Pollution Control and Indulgences

IT was certain to come - the application of the principle of ``indulgences'' to pollution control. The indulgence concept is the essence of a provision in the Clean Air Act that Congress passed a couple of weeks ago. Under the terms of the act, a cap will be put on total sulfur dioxide emissions allowed to all United States utilities to combat acid rain. Each utility will then be given a share of the national allowed pollution based on 1985 records. Any utility that does not pollute up to its allowed amount will be permitted to sell the unused part to one that is polluting above its quota, or that wishes to do so. Alternatively, a utility can save emission credits against future need, and in the meantime carry them as an asset, in effect accomplishing what the Washington Post has described as ``monetizing dirt.''

There have been intimations of actions comparable to this, in such things as allowing taxpayers to sell their losses, to sell unused investment credits and depletion allowances, or to receive payments under the negative income tax concept. But this is the first clear instance of financially rewarding persons or companies for not having done what was judged to be socially and legally undesirable.

The potential for extension of this practice raises interesting possibilities. One can conceive of a society in which every person or business is allowed a level of irresponsible social or economic activity, with the concomitant possibility of being rewarded, either directly or indirectly by society, for good performance by being allowed to sell or transfer the unused portion of the quota of antisocial or anti-environmental action. Thus, if one were allowed, say, 20 points of traffic violations, and had used none or only a portion of his quota, he or she might sell the unused points or transfer them to someone who had exceeded the limit.

The special treatment of first offenders under the law might be sold or transferred to second offenders. Thus a margin of corruption, of pollution, of unsocial behavior could be established for the whole society, with good behavior capitalized and possibly marketed within the limits allowed. This would be consistent with the medieval religious practice of giving or selling indulgences; the practice operated on the principle that some persons were better than they needed to be in order to escape temporal or purgatorial punishments, whereas many others, sinners, fell short.

Under the terms of the granting of indulgences, credits built up by the good could be transferred to those who had fallen short or anticipated falling short. The transfer could be gratuitous, or in answer to prayers and petitions, or for money. The anticipation of credits or forgiveness for sin moved William of Acquitaine to establish the monastery of Cluny in the 12th century to have the monks pray continuously for his salvation while he went about his work of war and other activities.

The specific provision in the Clean Air Act allows the areo-jet industry in California to buy from control districts pollution rights in excess of established standards and then allow the districts to use the money to subsidize or pay for pollution reduction somewhere else, by some other person or company.

The sale of indulgences did not serve the church well - nor, in the long run, did it discourage sinners.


> Directions
Collect each line of the records containing the string "title".

[Dataset excerpts]
BEGIN

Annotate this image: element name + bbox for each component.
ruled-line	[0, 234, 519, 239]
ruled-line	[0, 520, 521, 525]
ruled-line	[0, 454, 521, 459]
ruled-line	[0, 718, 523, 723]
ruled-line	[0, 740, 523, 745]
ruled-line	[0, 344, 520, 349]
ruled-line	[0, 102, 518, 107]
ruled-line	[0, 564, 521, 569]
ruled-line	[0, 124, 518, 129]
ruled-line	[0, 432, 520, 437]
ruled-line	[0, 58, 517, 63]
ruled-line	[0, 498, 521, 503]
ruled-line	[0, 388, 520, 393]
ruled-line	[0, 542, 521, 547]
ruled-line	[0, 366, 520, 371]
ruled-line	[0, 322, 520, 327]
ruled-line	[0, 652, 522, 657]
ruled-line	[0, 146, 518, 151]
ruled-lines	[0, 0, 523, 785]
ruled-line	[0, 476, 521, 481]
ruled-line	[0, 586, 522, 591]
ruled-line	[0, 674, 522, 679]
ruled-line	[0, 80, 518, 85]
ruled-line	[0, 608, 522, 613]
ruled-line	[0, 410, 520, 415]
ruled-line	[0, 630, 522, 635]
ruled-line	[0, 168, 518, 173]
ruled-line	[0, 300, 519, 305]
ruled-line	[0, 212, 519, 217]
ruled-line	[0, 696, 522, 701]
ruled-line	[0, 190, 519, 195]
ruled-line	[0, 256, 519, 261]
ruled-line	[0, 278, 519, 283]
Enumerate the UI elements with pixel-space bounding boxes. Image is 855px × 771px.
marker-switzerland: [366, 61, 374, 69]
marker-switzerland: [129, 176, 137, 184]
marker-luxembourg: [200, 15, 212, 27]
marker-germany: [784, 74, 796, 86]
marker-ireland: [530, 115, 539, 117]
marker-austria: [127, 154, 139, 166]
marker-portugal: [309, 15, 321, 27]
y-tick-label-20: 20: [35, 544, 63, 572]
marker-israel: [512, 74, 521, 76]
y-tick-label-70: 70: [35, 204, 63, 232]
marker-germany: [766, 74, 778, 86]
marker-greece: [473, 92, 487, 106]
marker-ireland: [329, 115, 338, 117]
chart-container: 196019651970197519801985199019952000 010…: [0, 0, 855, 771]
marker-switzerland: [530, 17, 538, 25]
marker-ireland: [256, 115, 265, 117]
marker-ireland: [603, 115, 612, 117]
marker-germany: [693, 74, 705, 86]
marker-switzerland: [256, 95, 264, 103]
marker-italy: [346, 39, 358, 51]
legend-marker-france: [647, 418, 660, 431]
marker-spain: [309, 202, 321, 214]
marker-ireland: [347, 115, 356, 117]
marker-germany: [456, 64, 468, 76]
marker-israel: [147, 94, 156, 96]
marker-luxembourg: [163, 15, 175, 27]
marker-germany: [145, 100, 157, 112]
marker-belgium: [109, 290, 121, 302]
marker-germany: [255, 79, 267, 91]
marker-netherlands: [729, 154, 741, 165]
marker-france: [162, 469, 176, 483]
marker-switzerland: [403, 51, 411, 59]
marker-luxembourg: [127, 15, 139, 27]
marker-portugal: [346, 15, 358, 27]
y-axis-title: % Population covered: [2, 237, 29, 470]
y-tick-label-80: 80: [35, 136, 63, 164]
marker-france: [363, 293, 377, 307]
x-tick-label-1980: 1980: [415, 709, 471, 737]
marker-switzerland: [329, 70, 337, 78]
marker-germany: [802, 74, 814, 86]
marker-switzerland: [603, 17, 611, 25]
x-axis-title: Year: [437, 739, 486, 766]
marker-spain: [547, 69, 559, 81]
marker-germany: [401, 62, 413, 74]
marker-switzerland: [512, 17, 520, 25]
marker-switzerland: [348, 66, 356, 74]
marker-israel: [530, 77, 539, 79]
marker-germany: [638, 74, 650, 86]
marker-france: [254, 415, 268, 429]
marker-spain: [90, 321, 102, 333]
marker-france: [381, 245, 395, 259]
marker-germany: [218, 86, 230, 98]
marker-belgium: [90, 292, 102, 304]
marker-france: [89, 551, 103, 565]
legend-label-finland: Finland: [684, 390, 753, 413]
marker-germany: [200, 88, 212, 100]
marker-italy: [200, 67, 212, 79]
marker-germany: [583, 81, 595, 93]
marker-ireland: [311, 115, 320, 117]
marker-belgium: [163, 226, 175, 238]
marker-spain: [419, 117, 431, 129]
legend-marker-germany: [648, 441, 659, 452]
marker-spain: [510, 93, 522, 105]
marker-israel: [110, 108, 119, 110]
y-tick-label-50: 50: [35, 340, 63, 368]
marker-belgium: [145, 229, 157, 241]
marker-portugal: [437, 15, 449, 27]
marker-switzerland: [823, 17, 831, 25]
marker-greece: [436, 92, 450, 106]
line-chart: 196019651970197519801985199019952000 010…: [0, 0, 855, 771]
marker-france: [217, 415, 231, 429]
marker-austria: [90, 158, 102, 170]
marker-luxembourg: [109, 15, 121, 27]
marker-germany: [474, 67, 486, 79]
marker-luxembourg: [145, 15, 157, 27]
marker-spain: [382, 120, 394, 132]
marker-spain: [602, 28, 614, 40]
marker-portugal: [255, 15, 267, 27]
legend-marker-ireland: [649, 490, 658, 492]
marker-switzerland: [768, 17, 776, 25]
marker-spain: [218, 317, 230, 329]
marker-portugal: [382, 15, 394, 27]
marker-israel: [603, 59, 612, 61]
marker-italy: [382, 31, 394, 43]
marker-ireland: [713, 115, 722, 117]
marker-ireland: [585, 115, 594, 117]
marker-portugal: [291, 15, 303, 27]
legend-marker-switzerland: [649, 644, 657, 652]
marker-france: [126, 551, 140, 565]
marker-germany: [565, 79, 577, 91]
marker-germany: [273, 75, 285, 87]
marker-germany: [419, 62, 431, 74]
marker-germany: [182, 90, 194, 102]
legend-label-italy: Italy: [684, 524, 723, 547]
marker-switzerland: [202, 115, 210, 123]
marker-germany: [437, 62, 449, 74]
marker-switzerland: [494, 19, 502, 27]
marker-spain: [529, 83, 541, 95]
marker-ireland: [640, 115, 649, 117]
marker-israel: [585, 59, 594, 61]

END
BEGIN

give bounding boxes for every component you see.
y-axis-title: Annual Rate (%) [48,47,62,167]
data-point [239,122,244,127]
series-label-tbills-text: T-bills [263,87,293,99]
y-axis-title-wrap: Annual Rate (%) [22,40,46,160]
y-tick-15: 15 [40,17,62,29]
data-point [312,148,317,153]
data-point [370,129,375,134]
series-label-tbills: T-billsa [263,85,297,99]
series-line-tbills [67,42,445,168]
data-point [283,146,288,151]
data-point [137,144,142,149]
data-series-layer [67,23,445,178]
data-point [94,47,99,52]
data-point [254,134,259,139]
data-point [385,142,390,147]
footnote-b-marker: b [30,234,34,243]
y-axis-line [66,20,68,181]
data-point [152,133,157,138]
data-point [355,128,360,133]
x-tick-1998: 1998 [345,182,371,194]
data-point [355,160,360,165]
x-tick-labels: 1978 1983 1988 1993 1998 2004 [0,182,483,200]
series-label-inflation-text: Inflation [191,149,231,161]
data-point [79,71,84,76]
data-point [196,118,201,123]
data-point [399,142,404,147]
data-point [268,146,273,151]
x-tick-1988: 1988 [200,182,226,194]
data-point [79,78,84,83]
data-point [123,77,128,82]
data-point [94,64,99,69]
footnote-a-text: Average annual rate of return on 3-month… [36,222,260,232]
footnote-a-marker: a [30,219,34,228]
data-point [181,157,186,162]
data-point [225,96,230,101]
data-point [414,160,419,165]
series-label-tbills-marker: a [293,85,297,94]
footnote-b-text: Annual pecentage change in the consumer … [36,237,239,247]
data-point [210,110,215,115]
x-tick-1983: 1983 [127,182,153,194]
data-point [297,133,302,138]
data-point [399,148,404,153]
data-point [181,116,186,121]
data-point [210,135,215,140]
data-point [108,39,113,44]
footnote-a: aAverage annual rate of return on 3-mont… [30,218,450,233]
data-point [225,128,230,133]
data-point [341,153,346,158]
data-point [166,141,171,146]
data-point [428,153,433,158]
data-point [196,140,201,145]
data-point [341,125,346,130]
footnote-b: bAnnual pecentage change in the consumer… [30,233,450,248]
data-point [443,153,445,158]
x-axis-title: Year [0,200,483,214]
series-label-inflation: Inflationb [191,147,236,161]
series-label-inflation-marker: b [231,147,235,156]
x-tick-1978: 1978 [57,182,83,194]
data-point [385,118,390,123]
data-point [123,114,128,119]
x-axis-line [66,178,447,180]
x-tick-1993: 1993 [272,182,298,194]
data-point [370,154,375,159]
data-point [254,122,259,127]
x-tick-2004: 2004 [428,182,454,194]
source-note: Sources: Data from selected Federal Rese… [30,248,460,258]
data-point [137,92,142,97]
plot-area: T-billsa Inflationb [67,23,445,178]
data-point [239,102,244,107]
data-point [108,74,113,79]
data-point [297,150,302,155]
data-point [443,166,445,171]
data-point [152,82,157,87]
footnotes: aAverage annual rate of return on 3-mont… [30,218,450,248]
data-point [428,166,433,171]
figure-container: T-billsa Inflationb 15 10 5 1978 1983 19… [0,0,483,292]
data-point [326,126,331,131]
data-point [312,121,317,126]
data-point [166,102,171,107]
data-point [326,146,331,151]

END

> Exercise solution
y-axis-title: % Population covered: [2, 237, 29, 470]
x-axis-title: Year: [437, 739, 486, 766]
y-axis-title: Annual Rate (%) [48,47,62,167]
y-axis-title-wrap: Annual Rate (%) [22,40,46,160]
x-axis-title: Year [0,200,483,214]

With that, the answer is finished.